In the reign of George the Third about one hundred and seventy duels were fought, of which not less than seventy resulted fatally, but in no instance was a conviction ever obtained when the duel was fairly fought according to the terms of the code of honor. The British parliament passed the most stringent laws on the subject in aid of the common law; but they were wholly ineffectual to arrest the practice, or even to moderate its excesses.  . . . Notwithstanding the severity of the criminal law, the juries were determined to acquit, and their verdicts were winked at by the judges, and received with acclamations by a sympathizing public. It is recorded of a trial which occurred in 1792 in England, the learned judge went so far as to tell the jury, that although an acquittal might trench upon the rigid rules of law, yet the verdict would be lovely in the sight of God. Such was the state of public sentiment and administration of criminal law in England. Deriving our customs, laws, literature and fashions from that country, it was natural we should imitate them in a practice which, according to prevalent opinion, encouraged forbearance, generosity of sentiment, and manliness of conduct in society.

Judge Ho's opinion goes on to say:

(1) The Virginia Supreme Court's "frank respect and admiration for manliness may be out of fashion in our woke and gender-neutral age, but it is in truth admirable and, more importantly, part of the original public meaning of the Second Amendment, indeed of the whole Constitution;" 

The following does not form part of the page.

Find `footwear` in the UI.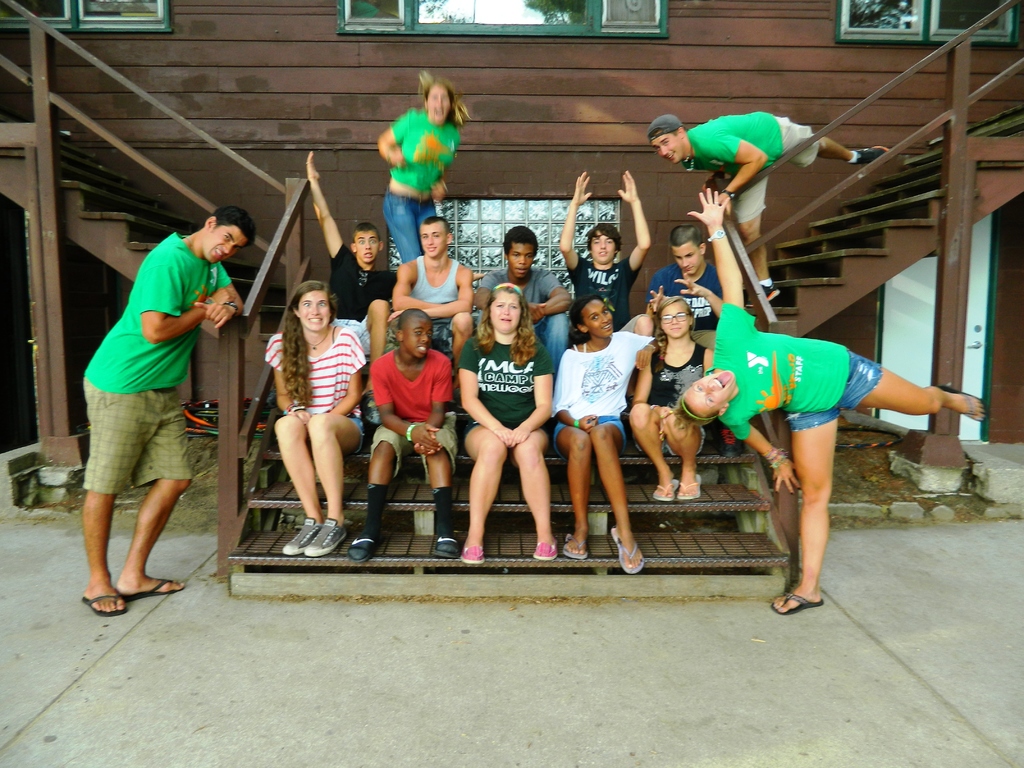
UI element at select_region(653, 474, 683, 504).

(2) any limitations on the scope of the Second Amendment must be determined by "laws actually enforced, not merely on the books;"

and

(3) the Antiterrorism and Effective Death Penalty Act (AEDPA) "does not bar relief because our holding that dueling in conformity with the Code Duello receives shelter from the Constitution takes manly dueling outside the criminal law as per the Teague primary conduct exception. See Montgomery v. Louisiana, 577 U.S. 190 (2016)." A footnote added that "of course, in light of the Supreme Court's opinions (mistakenly) construing the Fourteenth Amendment to bar most forms of gender discrimination, women also have the constitutional right to duel."

Each of those statements is worth extended discussion, but rather than unpack them all myself, I'll simply refer readers to the mini-symposium that the Volokh Conspiracy managed to put together less than 24 hours after the ruling. (Kudos on such alacrity!) There you can find:

(1) Josh Blackman arguing that "Clarke is rightly decided" and also contending (although its relevance is not immediately evident), that "the President is not an Officer of the United States;" 

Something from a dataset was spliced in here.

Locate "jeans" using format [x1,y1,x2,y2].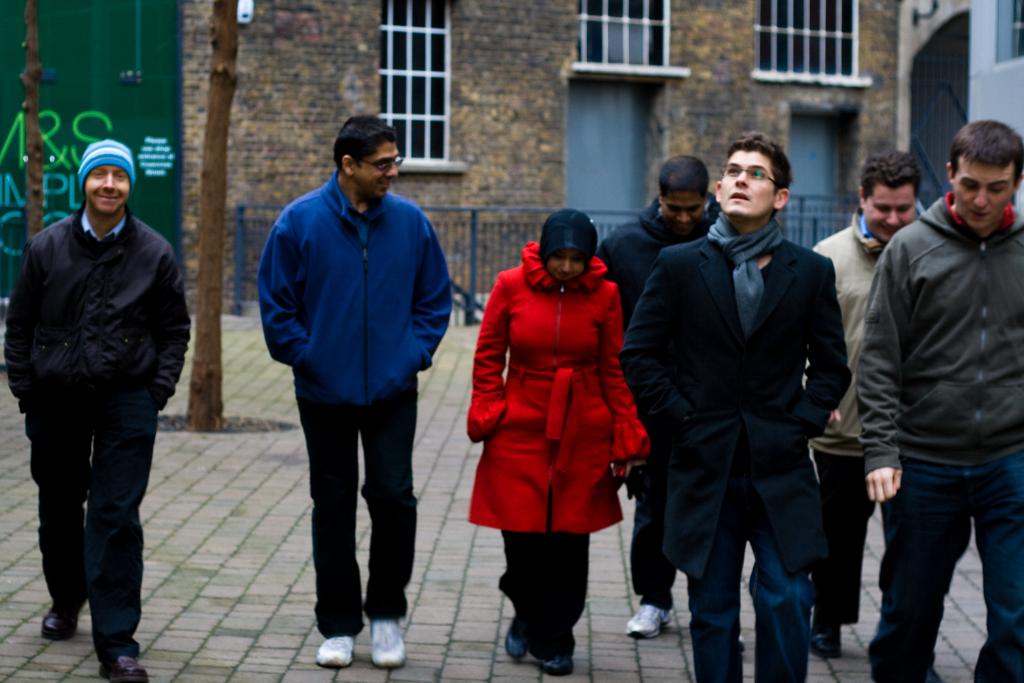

(2) David Kopel explaining why, in his view, "the Fifth Circuit's Clarke opinion does not go nearly far enough because the Second Amendment properly understood protects a right to duel even outside the rules of the Code Duello and using whatever weapons, including swords, rocks, and bare hands, are available;"

(3) Steven Calabresi arguing "that dueling is essential to the preservation of democracy;"

and

(4) a guest post by Senator Josh Hawley filled with praise for the framers, Judge Ho, and even Aaron Burr, concluding that "the Fifth Circuit's celebration of manliness is a long-overdue corrective to the emasculation of our constitutional birthright."

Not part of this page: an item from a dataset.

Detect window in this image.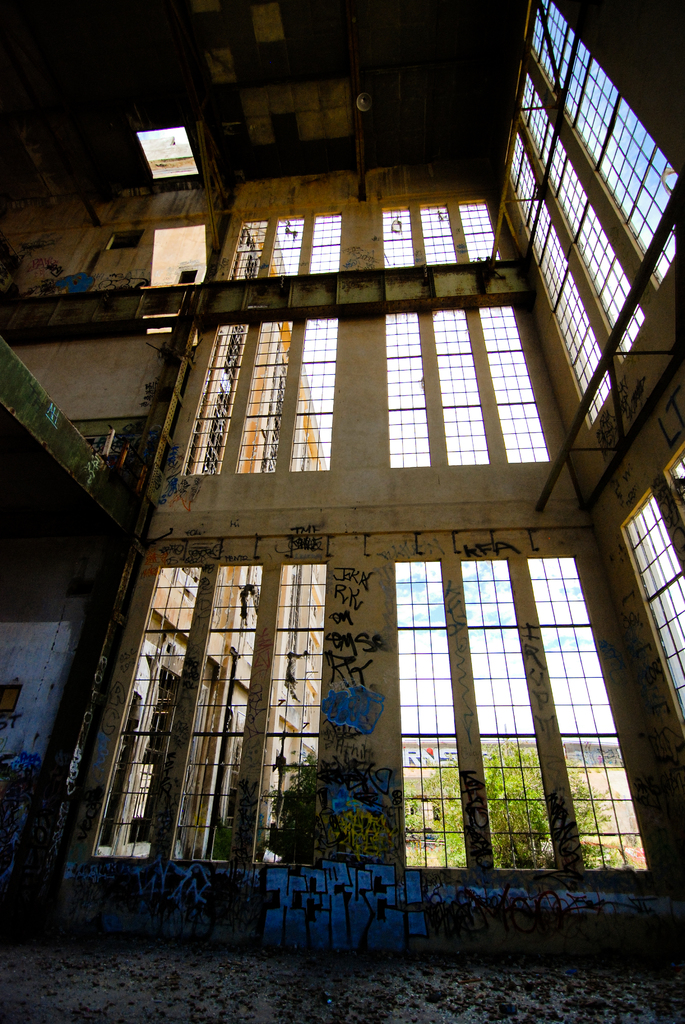
Detection: 166/557/269/871.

As regular readers of this blog would expect, I disagree with nearly all of what appears in Judge Ho's opinion and in the Volokh Conspiracy mini-symposium, but I can't say that Judge Ho and the participants in that mini-symposium don't faithfully apply SCOTUS precedent. Honestly, is anything in Judge Ho's opinion crazier than Justice Alito's concurrence in NYS Rifle & Pistol Ass'n v. Bruen? There Justice Alito invokes his own armchair sociological observation that many New Yorkers "must traverse dark and dangerous streets in order to reach their homes after work or other evening activities" in support of the majority's determination that the right to keep and bear arms in service of a well-regulated militia invalidates gun control laws adopted by elected officials responding to constituents whom Justice Alito and the rest of the SCOTUS conservative super-majority evidently regard as fools.